Gratiano de Veronese
- Lasombra -Verona- Verona -- medieval -SPQR- Rome -- medieval
Quote: "The last temptation is the greatest treason: To do the right deed for the wrong reason." -- T.S. Eliot, "Murder in the Cathedral"
Sobriquet: Lord Varonese, His Grace, Gratiano
Appearance:
Behavior:
His Life: Born into the prosperous De Veronese family of Italy, Gratiano knew all the advantages of noble birth and showed the requisite haughtiness and base cruelty at an early age. Indeed, his father's few attempts to curb the boy's arrogance and pride only led to more hostility and anger. Still, Gratiano's ambition and accomplishments pleased his father; he quickly distinguished himself in war, commerce and politics. Entering the priesthood as a teenager, he also wielded this power well, and sought a bishopric while still in his early twenties.
The early part of the twelfth century was a curious age of Popes and Anti-Popes; of holy wars within Christendom; of the Italian nation trading happily with German nation invading it. Grantiano battled with all his substantial might and power to keep Italy strong, knowing birth tied his power to its. Thus he used treaties, trade agreements and troops as weapons against the Holy Roman Empire.
But it seemed nothing could stem the tide of endless invasions. As the armies of the Empire came closer to seizing the Papacy from Rome, the Italians desperately sought a new strategy.
Amid high hopes for peace (and praise), the young Gratiano embarked upon a series of diplomatic missions to the court of the Holy Roman Emperor to negotiate for greater autonomy. After months of futile bargaining, however, he realized his countrymen's insincerity in the negotiations.
That they had sent him, him of all people, only to stall, was unbearable to the ambitious young man. His bitterness grew as he saw the dazzling wealth of the Emperor's court, and slowly he began adopting German customs. This, coupled with the lack of action on his investiture, began severing his ties to his homeland.
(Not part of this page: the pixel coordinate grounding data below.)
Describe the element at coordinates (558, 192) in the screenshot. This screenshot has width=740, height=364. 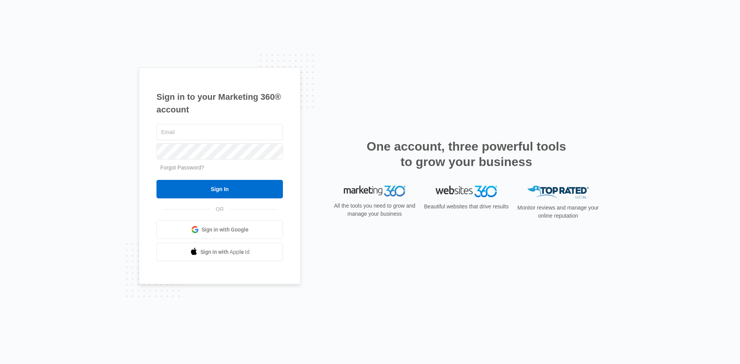
I see `img: Top Rated Local` at that location.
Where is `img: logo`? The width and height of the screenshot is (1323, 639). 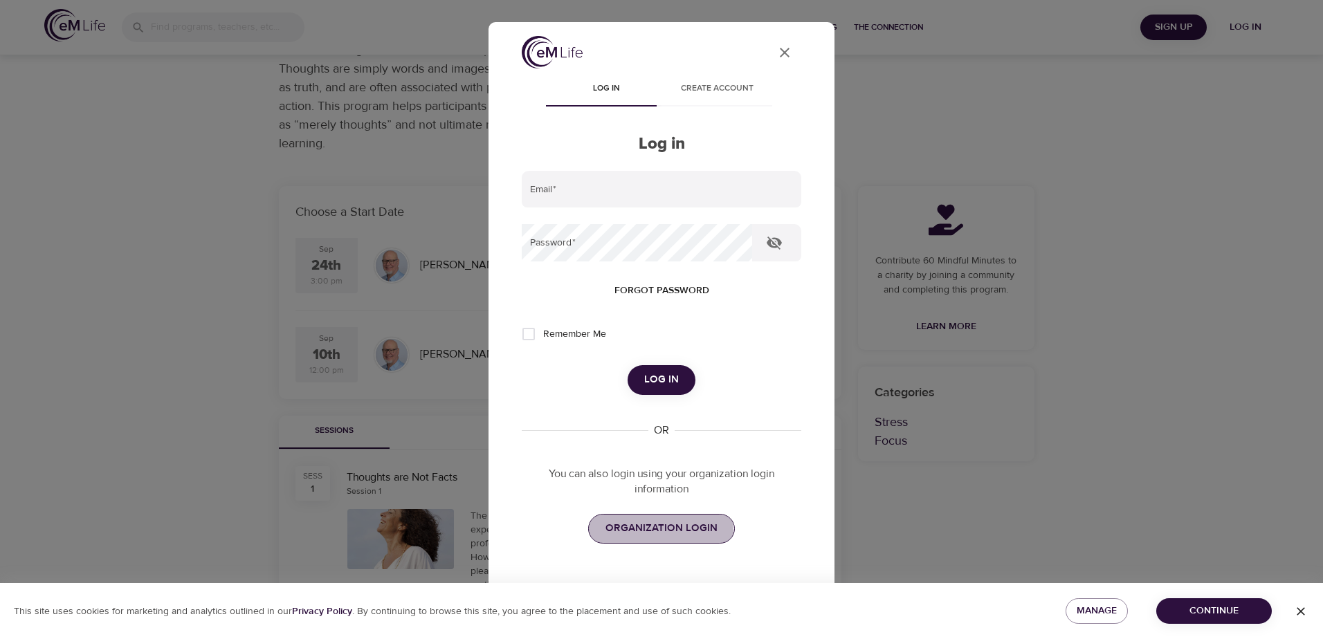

A German noble quickly noted Gratiano's dissatisfaction and began working on him. In short order, the Italian patriot agreed to betray his Pope and his people in return for a German estate and entry into the clergy of the Holy Roman Empire. He maneuvered the elderly patriarch of his family into sighing away valuable territorial control to the Holy Roman Empire, and laid the groundwork for a siege of northern Italian cities.
His glee at how well the plan caught his family off guard knew no bounds, and his happiness would have been complete if not for the intervention of an ancient vampire.
His Death: Gratiano's base betrayal of his own family caught the eye of the founder of the Lasombra clan of vampires.